Patentee Burden Drives PTAB Obviousness Analysis

In Prolitec, Inc., v. Scentair Technologies, Inc.  the Court of Appeals for the Federal Circuit (CAFC) confirmed that patentees bear the burden of demonstrating patentability for amended claims in AIA trial proceedings before the USPTO Patent Trial & Appeal Board (PTAB).  Prolitec also found that this burden encompassed both the art of record in the AIA trial proceeding as well as the original patent prosecution history.

Earlier this week, in Illumina Cambridge LTD., v. Intelligent Bio-Systems, Inc., the Court explored the PTAB’s analysis of amended claims relative to the burden of the patentee.  That is, whether or not the Board is required to do a traditional obvious analysis for amended claims, anew, or whether the existing record can be used as a backdrop by which the movant’s burden can be assessed.
The patents at issue in the appeal are 7,057,026 and 8,158,346, both relating to DNA sequencing by synthesis (“SBS”) with non-natural nucleotides. SBS allows one to determine the composition of a target DNA sequence by synthesizing new copies of the DNA.  In amending its claims, Illumina added the limitation that the cleavable linker “contains a disulfide linkage.”  The Board denied the amended claims as unpatentable.

On appeal, Illumina argued that the Board, focused on the added limitation to the exclusion of the rest of the claim.  Illumina reasoned that because the prior art teaches both that SBS requires greater than 90% deblocking efficiency, and that cleaving disulfide linkages was variable and inefficient, one of skill in the art would not have been motivated to combine the prior art for SBS methods. In the view of Illumina, the presence of a disulfide linkage in the art was not enough absent the view of the combination.

For its part, Intelligent Bio-Systems (“Bio”) responded [to Illumina’s argument that “the Board improperly limited its analysis to the disulfide linkage limitation, rather than also considering the combination of the additional limitations] that Illumina failed to carry its burden of showing that the proposed substitute claims were patentable over the prior art of record.  Bio also argued that because the Board had already decided in it Decisions to Institute that the prior art taught all of the limitations in the original claims, the only additional limitation in the proposed claims was the disulfide linker, and thus the Board only needed to address the prior art relating to the successful use of disulfide linker in DNA sequencing.

(Of course, a Decision to Institute is preliminary. Yet, amendment is only denied at the time of Final Written Decision (FWD).  Here, the Board seemingly had not strayed from its original determination.)

In affirming the Board, the Court explained (here):

Because none of the original claims comprised the limitation of the linker containing a disulfide linkage, the Board chose to primarily address prior art relevant to that limitation to determine whether Illumina had proven that the addition rendered the claims as a whole nonobvious.

The Board did not analyze the obviousness of using a disulfide linkage in SBS in isolation, however; the original claims provided a backdrop for the Board to find that one of skill in the art would have reasonably expected to succeed in using a linker with a disulfide linkage as claimed. The prior art taught the use of linkers containing disulfide linkages for attaching a label to a nucleotide, as well as the desirability of simultaneously removing labels and protecting groups, in DNA sequencing methods. One of skill in the art would have been motivated to use a commercially available linker to attach a label to a nucleotide that also could be removed when removing the protecting group, and thus would have been motivated to modify SBS prior art with a disulfide linkage as claimed. The heightened standard that Illumina decries is instead properly Illumina’s burden to show nonobviousness, proof that one of skill in the art would not have a reasonable expectation of success in using a disulfide linkage

(emphasis added)

Stated another way, it was not the Board’s burden to demonstrate obviousness in a traditional sense (by assessing the claim as a whole). Rather, the Board may simply fault the patentee’s showing, focusing on the newly added language as compared to the existing record, which was reaffirmed by the Board at the time of the FWD.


WORK ITEM> Filter out all lines without the word "Cell" from the data below, please, and copy the rest.

:::::

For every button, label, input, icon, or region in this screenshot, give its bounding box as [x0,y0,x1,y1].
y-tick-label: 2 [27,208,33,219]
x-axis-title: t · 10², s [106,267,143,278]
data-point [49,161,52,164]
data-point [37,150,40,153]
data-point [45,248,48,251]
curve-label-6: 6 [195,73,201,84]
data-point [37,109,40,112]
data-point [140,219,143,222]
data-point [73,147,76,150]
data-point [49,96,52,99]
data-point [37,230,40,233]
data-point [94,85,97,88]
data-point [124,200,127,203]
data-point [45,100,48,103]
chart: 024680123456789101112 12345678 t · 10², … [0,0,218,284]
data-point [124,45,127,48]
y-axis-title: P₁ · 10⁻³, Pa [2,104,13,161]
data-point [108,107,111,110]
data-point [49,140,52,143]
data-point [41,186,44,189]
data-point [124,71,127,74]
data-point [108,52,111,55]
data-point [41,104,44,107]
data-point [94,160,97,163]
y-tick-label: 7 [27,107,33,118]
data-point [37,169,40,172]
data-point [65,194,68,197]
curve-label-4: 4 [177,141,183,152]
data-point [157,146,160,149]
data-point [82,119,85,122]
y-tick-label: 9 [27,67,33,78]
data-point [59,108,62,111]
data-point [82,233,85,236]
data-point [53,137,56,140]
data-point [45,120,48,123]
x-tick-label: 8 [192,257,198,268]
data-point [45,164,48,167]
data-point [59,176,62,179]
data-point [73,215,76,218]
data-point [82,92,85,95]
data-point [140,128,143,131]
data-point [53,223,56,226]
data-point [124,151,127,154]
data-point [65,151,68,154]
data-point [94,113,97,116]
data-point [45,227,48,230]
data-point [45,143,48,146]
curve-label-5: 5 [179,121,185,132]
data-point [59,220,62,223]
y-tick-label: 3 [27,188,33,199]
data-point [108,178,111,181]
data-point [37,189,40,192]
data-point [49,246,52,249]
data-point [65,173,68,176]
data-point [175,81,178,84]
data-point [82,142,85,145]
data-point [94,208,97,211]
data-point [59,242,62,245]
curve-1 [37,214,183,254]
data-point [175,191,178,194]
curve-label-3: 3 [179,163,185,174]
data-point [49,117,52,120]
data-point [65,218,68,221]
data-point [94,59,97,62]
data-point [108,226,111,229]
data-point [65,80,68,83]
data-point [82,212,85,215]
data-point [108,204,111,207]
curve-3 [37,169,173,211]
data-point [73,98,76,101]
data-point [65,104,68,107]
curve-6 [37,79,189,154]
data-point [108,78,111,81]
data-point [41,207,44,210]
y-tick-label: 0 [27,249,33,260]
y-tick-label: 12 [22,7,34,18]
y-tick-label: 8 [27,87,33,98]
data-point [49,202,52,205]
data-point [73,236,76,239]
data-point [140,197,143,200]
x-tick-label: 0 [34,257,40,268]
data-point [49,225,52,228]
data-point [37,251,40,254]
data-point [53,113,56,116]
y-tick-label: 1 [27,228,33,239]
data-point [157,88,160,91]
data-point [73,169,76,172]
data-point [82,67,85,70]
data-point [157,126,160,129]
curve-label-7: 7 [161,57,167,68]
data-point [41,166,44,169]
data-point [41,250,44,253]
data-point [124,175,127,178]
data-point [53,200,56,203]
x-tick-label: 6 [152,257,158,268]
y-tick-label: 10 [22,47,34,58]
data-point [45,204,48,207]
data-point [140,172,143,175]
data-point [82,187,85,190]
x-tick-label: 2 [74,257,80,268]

:::::

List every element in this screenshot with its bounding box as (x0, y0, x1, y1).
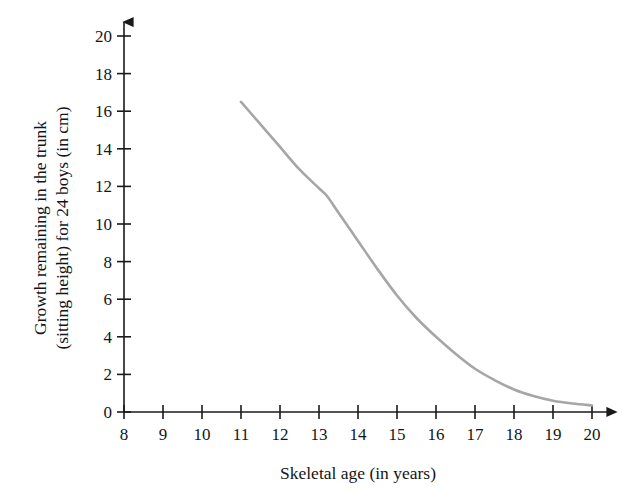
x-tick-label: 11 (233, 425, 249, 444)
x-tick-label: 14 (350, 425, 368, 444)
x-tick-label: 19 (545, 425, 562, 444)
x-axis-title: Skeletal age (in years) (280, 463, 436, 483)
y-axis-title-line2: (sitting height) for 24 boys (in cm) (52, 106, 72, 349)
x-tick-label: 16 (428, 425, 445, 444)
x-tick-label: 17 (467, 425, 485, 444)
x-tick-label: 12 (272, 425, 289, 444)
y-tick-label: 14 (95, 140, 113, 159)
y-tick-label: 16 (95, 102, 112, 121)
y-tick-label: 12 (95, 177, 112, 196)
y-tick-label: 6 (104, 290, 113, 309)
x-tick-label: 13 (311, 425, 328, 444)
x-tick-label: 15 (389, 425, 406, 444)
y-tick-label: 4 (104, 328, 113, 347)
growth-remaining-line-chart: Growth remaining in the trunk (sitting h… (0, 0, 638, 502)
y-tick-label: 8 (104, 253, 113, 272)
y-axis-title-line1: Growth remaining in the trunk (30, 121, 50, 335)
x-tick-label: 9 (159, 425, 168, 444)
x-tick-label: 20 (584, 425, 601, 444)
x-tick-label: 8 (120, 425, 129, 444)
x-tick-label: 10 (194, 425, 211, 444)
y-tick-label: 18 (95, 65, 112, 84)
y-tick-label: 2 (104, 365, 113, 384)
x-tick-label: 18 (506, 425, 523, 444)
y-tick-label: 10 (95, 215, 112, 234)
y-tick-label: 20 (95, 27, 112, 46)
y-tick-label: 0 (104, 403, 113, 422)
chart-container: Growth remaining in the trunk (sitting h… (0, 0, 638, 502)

:::::

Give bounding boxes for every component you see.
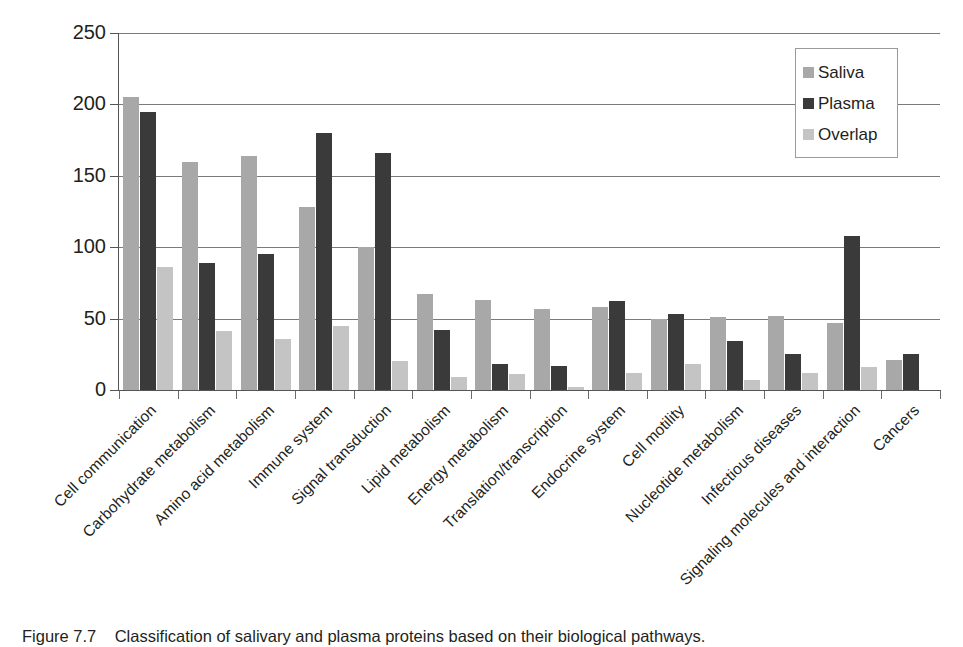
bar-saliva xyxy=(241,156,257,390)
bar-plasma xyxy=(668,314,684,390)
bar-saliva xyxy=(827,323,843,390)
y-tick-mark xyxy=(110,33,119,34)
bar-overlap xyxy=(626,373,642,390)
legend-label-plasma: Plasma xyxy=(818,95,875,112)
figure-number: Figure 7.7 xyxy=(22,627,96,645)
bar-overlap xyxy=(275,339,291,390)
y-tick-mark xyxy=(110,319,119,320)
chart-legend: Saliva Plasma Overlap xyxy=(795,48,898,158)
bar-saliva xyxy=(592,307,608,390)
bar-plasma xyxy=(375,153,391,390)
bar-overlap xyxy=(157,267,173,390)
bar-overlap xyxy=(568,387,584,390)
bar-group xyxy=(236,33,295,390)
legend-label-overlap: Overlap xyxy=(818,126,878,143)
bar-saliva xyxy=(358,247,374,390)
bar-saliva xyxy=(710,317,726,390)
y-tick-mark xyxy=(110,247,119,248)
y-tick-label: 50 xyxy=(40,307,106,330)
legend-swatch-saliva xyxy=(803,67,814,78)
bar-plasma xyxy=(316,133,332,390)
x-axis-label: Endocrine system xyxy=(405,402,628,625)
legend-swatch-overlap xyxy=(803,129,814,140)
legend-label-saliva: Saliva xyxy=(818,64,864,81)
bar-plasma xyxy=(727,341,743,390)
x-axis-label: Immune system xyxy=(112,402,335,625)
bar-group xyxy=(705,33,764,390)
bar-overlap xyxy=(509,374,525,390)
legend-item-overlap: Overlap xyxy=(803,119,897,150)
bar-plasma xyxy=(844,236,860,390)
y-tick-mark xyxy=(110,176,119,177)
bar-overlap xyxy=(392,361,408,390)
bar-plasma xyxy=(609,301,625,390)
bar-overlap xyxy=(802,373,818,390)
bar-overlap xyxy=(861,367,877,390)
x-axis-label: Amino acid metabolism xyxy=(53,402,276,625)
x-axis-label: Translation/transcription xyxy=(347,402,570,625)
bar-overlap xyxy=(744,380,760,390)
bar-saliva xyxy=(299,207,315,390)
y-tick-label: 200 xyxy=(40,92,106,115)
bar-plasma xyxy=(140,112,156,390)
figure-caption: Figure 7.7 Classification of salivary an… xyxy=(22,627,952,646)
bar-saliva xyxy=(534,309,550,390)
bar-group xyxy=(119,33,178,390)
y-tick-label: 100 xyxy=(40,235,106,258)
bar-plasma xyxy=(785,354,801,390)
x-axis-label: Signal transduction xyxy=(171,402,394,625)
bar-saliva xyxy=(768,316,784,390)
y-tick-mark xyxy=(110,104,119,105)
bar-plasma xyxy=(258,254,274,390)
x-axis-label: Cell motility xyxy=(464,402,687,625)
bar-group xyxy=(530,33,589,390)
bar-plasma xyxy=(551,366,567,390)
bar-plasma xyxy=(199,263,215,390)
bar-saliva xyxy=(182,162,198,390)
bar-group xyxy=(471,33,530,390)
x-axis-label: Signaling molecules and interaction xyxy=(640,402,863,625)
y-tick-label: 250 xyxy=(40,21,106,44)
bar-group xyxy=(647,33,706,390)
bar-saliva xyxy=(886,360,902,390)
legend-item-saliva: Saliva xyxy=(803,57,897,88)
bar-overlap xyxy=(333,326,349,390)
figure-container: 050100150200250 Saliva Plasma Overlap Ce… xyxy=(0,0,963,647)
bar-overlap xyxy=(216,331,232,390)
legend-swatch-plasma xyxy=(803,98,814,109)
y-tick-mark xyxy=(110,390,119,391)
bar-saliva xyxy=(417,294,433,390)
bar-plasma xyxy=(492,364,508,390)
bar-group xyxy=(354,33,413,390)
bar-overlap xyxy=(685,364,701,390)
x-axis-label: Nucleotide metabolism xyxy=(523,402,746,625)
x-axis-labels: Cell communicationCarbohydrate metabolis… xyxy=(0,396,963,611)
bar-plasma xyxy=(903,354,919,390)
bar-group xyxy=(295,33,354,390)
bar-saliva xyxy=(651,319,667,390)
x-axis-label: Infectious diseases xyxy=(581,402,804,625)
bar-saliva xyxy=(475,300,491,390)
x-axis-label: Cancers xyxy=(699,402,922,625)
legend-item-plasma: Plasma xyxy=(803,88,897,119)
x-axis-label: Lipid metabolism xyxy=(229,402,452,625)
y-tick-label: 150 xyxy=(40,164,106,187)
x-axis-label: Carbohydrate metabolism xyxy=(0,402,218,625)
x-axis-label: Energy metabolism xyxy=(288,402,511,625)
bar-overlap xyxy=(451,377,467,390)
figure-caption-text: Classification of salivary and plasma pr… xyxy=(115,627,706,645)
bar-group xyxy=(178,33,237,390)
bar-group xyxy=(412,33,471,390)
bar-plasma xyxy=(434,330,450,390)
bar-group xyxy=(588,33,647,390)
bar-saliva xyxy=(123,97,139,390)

:::::

TASK ANSWER>
x-axis-label: Cell motility xyxy=(464,402,687,625)
x-axis-labels: Cell communicationCarbohydrate metabolis… xyxy=(0,396,963,611)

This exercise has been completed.